Nettles with the ACLU of Alabama said the organization rejects ADOC’s statements that the department is doing everything within its power to maintain the health and safety of people in state facilities.
“That wasn’t true before COVID-19 and it’s certainly not true now,” Nettles said. “The only true way to put the best interests of the people who are incarcerated forward is to first, ensure that there is mass testing for those who are inside the facilities, for each and every individual.”
The CDC recommends additional strategies, including reducing prison populations by releasing some inmates.
“Some jurisdictions have implemented decompression strategies to reduce crowding, such as reducing or eliminating bail and releasing persons to home confinement or community supervision,” the report states.
Although some municipal judges in Alabama have begun releasing a portion of local jail inmate populations to reduce the number of incarcerated people during the coronavirus outbreak, none of those measures have been taken up by officials who oversee Alabama’s prisons to specifically address the pandemic.
Nettles said ADOC and the Alabama Bureau of Pardons and Paroles should be working to release as many inmates as possible from the overcrowded prisons.
Instead, the Alabama Bureau of Pardons and Paroles last week increased the prison population by revoking probation of more inmates than the bureau released on parole, Nettles said.
Nettles said there’s also a concern that large outbreaks in prisons could tax an already overburdened hospital system, and noted a shortage of intensive care beds in Montgomery, a city that recently had been sending COVID-19 patients to hospitals in Birmingham due to the scarcity of ICU beds.
Shon Hopwood, an associate professor at Georgetown University Law Center, said during an online press briefing Thursday that many prisons are located in small rural communities, which poses a risk to everyone living nearby.
“It’s not just a concern with the people in prison.
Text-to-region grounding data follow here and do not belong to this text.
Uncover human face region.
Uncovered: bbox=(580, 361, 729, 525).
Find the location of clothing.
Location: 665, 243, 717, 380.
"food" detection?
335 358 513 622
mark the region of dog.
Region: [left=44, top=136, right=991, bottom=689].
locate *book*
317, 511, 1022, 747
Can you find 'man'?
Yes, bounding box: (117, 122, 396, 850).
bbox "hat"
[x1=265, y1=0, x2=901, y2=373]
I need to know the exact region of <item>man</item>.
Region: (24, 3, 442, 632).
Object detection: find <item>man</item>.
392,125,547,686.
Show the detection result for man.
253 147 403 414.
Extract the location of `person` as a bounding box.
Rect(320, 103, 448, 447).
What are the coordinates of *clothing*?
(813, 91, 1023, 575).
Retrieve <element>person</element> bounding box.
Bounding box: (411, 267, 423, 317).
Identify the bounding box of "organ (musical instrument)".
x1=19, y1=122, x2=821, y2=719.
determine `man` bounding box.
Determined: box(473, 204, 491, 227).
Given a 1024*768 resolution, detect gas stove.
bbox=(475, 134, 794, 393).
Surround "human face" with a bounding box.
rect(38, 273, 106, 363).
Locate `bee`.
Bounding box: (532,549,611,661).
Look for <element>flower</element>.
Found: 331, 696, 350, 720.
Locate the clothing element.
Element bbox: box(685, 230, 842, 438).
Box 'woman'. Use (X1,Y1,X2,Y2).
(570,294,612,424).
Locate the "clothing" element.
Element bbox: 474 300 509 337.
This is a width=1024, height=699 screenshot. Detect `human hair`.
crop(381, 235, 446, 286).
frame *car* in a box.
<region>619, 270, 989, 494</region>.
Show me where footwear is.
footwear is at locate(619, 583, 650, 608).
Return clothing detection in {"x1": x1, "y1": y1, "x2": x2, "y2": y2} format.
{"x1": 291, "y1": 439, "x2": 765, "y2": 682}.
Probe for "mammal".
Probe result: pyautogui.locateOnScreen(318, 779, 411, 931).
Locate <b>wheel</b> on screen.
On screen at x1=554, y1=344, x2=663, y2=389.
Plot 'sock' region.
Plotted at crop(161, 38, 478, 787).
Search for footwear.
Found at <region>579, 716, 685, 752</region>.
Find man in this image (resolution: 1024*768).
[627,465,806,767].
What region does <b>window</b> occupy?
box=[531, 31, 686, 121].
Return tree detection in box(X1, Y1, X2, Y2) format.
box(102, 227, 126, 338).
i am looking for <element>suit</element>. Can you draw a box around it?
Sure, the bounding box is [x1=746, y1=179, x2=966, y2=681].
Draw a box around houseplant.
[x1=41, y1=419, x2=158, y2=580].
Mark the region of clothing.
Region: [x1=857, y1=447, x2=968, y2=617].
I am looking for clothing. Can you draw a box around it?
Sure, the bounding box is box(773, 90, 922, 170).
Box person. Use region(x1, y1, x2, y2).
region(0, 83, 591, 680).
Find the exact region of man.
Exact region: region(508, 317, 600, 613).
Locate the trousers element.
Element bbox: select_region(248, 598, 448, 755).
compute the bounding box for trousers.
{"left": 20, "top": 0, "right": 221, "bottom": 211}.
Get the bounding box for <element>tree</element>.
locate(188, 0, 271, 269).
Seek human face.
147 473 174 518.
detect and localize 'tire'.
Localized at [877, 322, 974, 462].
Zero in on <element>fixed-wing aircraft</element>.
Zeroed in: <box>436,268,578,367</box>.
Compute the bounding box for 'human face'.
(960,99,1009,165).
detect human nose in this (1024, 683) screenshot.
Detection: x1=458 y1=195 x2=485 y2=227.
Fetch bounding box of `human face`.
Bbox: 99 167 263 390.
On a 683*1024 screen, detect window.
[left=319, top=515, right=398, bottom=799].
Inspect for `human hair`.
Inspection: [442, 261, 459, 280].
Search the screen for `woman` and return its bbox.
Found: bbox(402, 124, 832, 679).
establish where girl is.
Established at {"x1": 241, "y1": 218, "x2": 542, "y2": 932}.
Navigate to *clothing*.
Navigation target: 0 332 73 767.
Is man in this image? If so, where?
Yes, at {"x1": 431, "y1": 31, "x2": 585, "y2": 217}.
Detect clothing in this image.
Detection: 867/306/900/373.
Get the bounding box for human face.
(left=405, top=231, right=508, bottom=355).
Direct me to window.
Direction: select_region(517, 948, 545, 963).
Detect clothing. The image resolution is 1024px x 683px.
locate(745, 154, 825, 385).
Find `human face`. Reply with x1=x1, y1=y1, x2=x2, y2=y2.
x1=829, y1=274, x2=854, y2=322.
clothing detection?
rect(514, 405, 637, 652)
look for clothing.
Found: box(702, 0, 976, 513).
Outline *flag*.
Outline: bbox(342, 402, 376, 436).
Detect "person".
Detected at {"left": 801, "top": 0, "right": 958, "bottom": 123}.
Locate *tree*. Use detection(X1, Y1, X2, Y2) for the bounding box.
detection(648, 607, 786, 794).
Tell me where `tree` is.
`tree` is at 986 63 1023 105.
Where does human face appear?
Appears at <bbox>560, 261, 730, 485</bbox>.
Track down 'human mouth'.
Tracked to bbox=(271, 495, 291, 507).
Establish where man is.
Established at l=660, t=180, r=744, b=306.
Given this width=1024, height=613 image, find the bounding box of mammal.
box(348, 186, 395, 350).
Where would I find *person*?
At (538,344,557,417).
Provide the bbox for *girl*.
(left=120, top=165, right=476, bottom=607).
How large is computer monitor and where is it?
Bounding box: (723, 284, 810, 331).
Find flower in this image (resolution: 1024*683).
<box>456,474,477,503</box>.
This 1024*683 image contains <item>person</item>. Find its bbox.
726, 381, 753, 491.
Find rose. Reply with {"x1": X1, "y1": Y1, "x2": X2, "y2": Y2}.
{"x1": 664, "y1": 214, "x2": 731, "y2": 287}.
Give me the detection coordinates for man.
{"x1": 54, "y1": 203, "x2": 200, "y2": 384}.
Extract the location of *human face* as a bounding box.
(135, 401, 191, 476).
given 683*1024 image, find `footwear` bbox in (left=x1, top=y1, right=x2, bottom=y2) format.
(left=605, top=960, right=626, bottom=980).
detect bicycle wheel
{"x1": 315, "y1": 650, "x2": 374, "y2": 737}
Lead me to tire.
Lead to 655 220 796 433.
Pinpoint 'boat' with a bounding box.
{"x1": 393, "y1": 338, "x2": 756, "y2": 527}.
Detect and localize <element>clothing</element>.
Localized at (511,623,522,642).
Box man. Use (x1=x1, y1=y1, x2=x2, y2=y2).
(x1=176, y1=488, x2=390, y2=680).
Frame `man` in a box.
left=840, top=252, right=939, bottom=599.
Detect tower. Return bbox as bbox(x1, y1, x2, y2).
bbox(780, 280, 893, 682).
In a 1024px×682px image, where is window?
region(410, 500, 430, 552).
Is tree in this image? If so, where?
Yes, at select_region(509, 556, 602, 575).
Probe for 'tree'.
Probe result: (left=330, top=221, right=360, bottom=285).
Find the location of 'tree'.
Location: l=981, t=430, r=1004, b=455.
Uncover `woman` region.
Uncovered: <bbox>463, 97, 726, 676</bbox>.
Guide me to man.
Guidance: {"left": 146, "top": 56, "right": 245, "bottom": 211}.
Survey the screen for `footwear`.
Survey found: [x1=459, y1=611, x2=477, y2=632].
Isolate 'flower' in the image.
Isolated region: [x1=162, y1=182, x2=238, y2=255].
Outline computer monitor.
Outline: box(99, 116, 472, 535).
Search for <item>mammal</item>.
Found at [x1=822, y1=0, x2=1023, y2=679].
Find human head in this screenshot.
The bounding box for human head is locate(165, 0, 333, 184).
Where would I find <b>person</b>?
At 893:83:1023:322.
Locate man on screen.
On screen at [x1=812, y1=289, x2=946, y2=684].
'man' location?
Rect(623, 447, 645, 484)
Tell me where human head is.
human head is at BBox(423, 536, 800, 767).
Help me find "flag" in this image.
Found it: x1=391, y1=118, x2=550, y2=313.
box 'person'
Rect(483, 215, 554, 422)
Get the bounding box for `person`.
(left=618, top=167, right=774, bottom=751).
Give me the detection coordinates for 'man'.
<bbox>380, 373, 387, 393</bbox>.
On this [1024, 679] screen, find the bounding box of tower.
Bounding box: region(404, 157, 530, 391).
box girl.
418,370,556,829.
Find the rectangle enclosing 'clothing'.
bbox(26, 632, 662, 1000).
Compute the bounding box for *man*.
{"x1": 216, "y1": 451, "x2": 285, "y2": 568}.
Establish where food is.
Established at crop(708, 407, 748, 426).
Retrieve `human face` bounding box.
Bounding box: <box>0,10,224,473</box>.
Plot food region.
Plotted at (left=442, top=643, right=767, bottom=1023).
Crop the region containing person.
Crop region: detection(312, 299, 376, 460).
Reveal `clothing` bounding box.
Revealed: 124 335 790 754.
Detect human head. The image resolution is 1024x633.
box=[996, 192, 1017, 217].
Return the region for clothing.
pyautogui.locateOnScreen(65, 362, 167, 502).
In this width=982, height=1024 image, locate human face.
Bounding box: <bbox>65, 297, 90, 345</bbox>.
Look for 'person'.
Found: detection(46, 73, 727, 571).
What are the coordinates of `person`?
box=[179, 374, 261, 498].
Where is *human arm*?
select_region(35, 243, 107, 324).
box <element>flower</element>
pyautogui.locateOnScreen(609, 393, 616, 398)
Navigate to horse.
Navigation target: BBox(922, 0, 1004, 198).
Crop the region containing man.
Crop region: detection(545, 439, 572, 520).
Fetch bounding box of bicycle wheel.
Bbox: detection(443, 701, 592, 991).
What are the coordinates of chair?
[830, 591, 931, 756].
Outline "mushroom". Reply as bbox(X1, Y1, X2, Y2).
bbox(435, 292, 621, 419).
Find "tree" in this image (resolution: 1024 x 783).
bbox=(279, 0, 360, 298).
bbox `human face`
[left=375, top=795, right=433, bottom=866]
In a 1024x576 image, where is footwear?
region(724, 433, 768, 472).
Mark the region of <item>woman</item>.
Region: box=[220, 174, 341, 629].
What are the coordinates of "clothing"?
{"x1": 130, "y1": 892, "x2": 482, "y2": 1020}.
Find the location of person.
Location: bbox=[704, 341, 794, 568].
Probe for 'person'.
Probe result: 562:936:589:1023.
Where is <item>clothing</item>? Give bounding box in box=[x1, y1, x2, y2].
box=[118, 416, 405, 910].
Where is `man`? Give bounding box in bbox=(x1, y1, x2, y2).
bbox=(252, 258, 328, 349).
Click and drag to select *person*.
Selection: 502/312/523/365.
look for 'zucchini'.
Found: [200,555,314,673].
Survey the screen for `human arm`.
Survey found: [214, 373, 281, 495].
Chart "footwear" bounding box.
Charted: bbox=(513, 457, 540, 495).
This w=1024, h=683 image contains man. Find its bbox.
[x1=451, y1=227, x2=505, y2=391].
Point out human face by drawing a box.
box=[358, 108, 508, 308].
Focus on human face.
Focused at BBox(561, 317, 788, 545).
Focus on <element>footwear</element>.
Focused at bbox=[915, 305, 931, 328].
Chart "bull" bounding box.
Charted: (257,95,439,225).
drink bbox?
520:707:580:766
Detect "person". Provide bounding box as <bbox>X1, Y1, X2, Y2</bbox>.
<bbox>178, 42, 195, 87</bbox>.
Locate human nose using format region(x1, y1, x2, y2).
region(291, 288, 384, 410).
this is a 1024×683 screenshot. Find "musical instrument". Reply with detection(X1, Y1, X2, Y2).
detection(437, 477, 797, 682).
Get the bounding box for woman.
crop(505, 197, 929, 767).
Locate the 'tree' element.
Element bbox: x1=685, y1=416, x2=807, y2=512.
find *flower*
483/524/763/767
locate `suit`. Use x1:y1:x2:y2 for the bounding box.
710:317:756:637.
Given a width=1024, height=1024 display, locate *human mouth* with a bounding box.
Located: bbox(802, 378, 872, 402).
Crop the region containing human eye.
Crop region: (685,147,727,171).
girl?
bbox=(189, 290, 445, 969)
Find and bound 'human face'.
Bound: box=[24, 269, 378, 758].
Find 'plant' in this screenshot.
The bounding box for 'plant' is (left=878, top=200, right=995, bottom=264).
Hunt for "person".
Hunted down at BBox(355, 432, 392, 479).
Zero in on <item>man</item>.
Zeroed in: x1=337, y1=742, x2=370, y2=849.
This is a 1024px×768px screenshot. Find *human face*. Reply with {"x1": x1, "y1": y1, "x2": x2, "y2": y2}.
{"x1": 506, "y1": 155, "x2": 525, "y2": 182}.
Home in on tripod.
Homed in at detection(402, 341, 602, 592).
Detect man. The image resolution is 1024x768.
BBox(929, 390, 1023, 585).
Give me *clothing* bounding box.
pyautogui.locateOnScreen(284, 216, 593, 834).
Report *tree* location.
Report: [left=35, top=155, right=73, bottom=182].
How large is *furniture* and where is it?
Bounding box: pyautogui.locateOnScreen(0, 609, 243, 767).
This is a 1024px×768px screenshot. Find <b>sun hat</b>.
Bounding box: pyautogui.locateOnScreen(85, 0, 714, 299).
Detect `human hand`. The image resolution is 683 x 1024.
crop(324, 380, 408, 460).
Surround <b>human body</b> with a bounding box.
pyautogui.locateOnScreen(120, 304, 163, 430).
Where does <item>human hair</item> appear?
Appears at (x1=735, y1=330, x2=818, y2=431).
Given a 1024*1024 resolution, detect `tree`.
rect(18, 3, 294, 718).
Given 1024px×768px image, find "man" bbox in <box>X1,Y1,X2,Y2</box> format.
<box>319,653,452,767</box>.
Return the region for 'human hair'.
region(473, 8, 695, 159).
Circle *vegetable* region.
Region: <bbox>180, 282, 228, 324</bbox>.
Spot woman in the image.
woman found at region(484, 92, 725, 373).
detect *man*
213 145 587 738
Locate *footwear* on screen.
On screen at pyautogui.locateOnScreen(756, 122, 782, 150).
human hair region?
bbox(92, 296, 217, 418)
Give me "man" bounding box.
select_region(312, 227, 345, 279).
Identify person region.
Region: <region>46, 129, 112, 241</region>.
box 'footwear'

This is eventually going to get out and overwhelm these small communities where our prisons are located, and our health system is ill-equipped to be able to handle that sort of large scale outbreak,” Hopwood said.
“Everything that is recommended to all of us on the outside in terms of social distancing, in terms of hygiene and sanitation protection is almost impossible on the inside,” said Marc Howard, a professor and director of the Prisons and Justice Initiative at Georgetown University speaking at that same press briefing Thursday. “And so when you have prisons that are overcrowded the way American prisons are, to a degree that’s unprecedented across the world and throughout history, you cannot separate people so that they’re not in contact with each other.”
Howard described prisons and jails as tinderboxes for the spread of COVID-19, and said while there’s been some work as of late in some areas to prevent its spread inside the fences “unfortunately, it’s come much too late, because COVID-19 is really rampant throughout most prisons and jails.”
“Ultimately, I think it’s a tragic situation that you have people who are essentially helpless, and we need as a society on the outside to really care about that, and to feel the pain and to learn from it,” Howard said. “So that this doesn’t happen in the future, and hopefully so that some deep decarceral measures can be taken now.”
Howard said studies have shown that almost half of Americans have a relative in their family who is, or was incarcerated.
“But because of the stigma they don’t talk about it. They keep it hidden, and this is actually much closer to home than we realize,” Howard said. “And what I think we need to think about, especially when hearing about these horrible stories about infection running rampant throughout prisons and jails, is that these might be our brothers and sisters, our cousins, our mothers and fathers. Our children.”